Developing Healthy Values in Public Schools
by Bob Bhaerman
Recently I attended a workshop sponsored by the Institute for Science and Human Values. The focus was on what public schools should be doing to develop healthy values in their students. Three important questions were raised:
- Why has values education been a failure or no-show in public school historically?
- What needs to be done to overcome the identified problems and obstacles?
- How can specific methods not only achieve our desired objectives but also result in higher learning levels as well?
One of the presenters provided excellent answers to these questions: Dr. Stan Friedland of Syosset, New York, a former teacher, guidance counselor, high school principal and adjunct college professor. Although retired from these positions, Dr. Friedland is far from being retired as an educator since he continues to actively assist teachers through his consulting work.
Dr. Friedland cited the work of Louis Raths, Merrill Harmin and Sidney Simon in defining the term “values.” For example, a value starts with “a belief you were proud of and were willing to affirm, where you had chosen it from alternatives with regard to possible consequences and free from outside pressure to choose any particular thing, and where you had taken action on this belief other than to talk about it and had done this in a regular pattern, not just sporadic times.”
To answer the first two questions, values have been handled as a separate entity, i.e., they have been “outside of the curriculum” and must be integrated so that they can be legitimized, and values education must be included in both pre-service and in-service teacher education.
For the third question, Dr. Friedland outlined the major components of Benjamin Bloom’s taxonomy (with which all teachers are familiar). The three domains of learning which Bloom identified are psycho-motor, cognitive and affective. With regard to specific instructional methods, he outlined three Confluent Education, Cooperative Learning, and Service-Learning. All three can serve as the foundation for integrating values into the classroom. Let’s take a brief look at each:
Confluent Education: Based on the work of educators such as George Brown, confluent education involves instruction that integrates the affective and cognitive domains within the same lesson. Therefore, it focuses on students’ feelings and values as they relate to the content being taught and is an important means of promoting holistic learning and the development of students’ full potential.
Cooperative Learning: Cooperative learning is a teaching strategy in which small teams, each with students of different levels of ability, use a variety of learning activities to improve their understanding of a subject. Each member of a team is responsible not only for learning what is taught but also for helping teammates learn, thus creating an atmosphere of achievement. Students work through the assignment until all group members successfully understand and complete it.
Service-Learning: Service-Learning is a strategy that integrates meaningful community service into the curriculum with instruction and reflection to enrich the learning experience, teach civic responsibility, and develop desirable character qualities for participating students. Students–from kindergartener to college—use what they learn in the classroom to solve real-life problems.
This, of course, has been an abbreviated lesson. For more information about developing healthy values in students, please contact Dr. Friedland at stanfree@verizon.net. Be sure to ask for a copy of his paper on “Effective Values Education: What Schools Are Not Doing Today.” He has agreed to share his over 34 years of experiences in attempting to integrate values into the curriculum and to make it a continuing part of teacher education.
Bob Bhaerman, Ed. D., is director of the Kochhar Humanist Education Center of the American Humanist Association.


*REQUIREMENT:*
How many lines in the records below contain the word "content"? Answer with the number and nothing else.

*DATA EXCERPTS:*
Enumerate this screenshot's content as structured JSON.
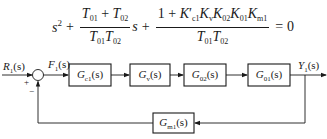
{
  "equation": {
    "term1": "s",
    "term1_power": "2",
    "plus1": "+",
    "frac1": {
      "num_a": "T",
      "num_a_sub": "01",
      "num_op": " + ",
      "num_b": "T",
      "num_b_sub": "02",
      "den_a": "T",
      "den_a_sub": "01",
      "den_b": "T",
      "den_b_sub": "02"
    },
    "s_after": "s",
    "plus2": "+",
    "frac2": {
      "num_one": "1 + ",
      "k1": "K",
      "k1_prime": "′",
      "k1_sub": "c1",
      "k2": "K",
      "k2_sub": "v",
      "k3": "K",
      "k3_sub": "02",
      "k4": "K",
      "k4_sub": "01",
      "k5": "K",
      "k5_sub": "m1",
      "den_a": "T",
      "den_a_sub": "01",
      "den_b": "T",
      "den_b_sub": "02"
    },
    "equals": "=",
    "rhs": "0"
  },
  "diagram": {
    "input": {
      "sym": "R",
      "sub": "1",
      "arg": "(s)"
    },
    "error": {
      "sym": "F",
      "sub": "1",
      "arg": "(s)"
    },
    "output": {
      "sym": "Y",
      "sub": "1",
      "arg": "(s)"
    },
    "plus_sign": "+",
    "minus_sign": "−",
    "blocks": [
      {
        "sym": "G",
        "sub": "c1",
        "arg": "(s)"
      },
      {
        "sym": "G",
        "sub": "v",
        "arg": "(s)"
      },
      {
        "sym": "G",
        "sub": "02",
        "arg": "(s)"
      },
      {
        "sym": "G",
        "sub": "01",
        "arg": "(s)"
      }
    ],
    "feedback_block": {
      "sym": "G",
      "sub": "m1",
      "arg": "(s)"
    }
  },
  "colors": {
    "line": "#1a1a1a",
    "background": "#ffffff"
  }
}
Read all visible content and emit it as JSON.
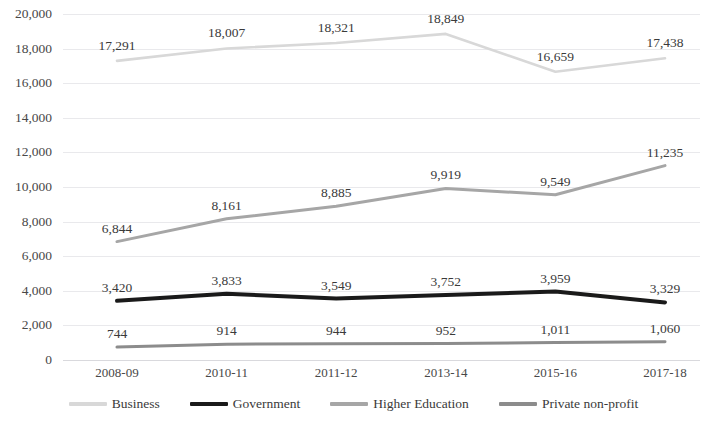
{
  "chart_data": {
    "type": "line",
    "title": "",
    "xlabel": "",
    "ylabel": "",
    "grid": true,
    "legend_position": "bottom",
    "ylim": [
      0,
      20000
    ],
    "ytick_step": 2000,
    "categories": [
      "2008-09",
      "2010-11",
      "2011-12",
      "2013-14",
      "2015-16",
      "2017-18"
    ],
    "yticks": [
      "0",
      "2,000",
      "4,000",
      "6,000",
      "8,000",
      "10,000",
      "12,000",
      "14,000",
      "16,000",
      "18,000",
      "20,000"
    ],
    "series": [
      {
        "name": "Business",
        "color": "#d8d8d8",
        "width": 2.6,
        "values": [
          17291,
          18007,
          18321,
          18849,
          16659,
          17438
        ],
        "labels": [
          "17,291",
          "18,007",
          "18,321",
          "18,849",
          "16,659",
          "17,438"
        ]
      },
      {
        "name": "Government",
        "color": "#1a1a1a",
        "width": 4.0,
        "values": [
          3420,
          3833,
          3549,
          3752,
          3959,
          3329
        ],
        "labels": [
          "3,420",
          "3,833",
          "3,549",
          "3,752",
          "3,959",
          "3,329"
        ]
      },
      {
        "name": "Higher Education",
        "color": "#a6a6a6",
        "width": 3.0,
        "values": [
          6844,
          8161,
          8885,
          9919,
          9549,
          11235
        ],
        "labels": [
          "6,844",
          "8,161",
          "8,885",
          "9,919",
          "9,549",
          "11,235"
        ]
      },
      {
        "name": "Private non-profit",
        "color": "#8c8c8c",
        "width": 3.0,
        "values": [
          744,
          914,
          944,
          952,
          1011,
          1060
        ],
        "labels": [
          "744",
          "914",
          "944",
          "952",
          "1,011",
          "1,060"
        ]
      }
    ]
  },
  "legend": {
    "items": [
      {
        "label": "Business",
        "color": "#d8d8d8"
      },
      {
        "label": "Government",
        "color": "#1a1a1a"
      },
      {
        "label": "Higher Education",
        "color": "#a6a6a6"
      },
      {
        "label": "Private non-profit",
        "color": "#8c8c8c"
      }
    ]
  },
  "colors": {
    "background": "#ffffff",
    "gridline": "#e9e9ec",
    "text": "#3f3f3f"
  }
}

*ANSWER BELOW:*
2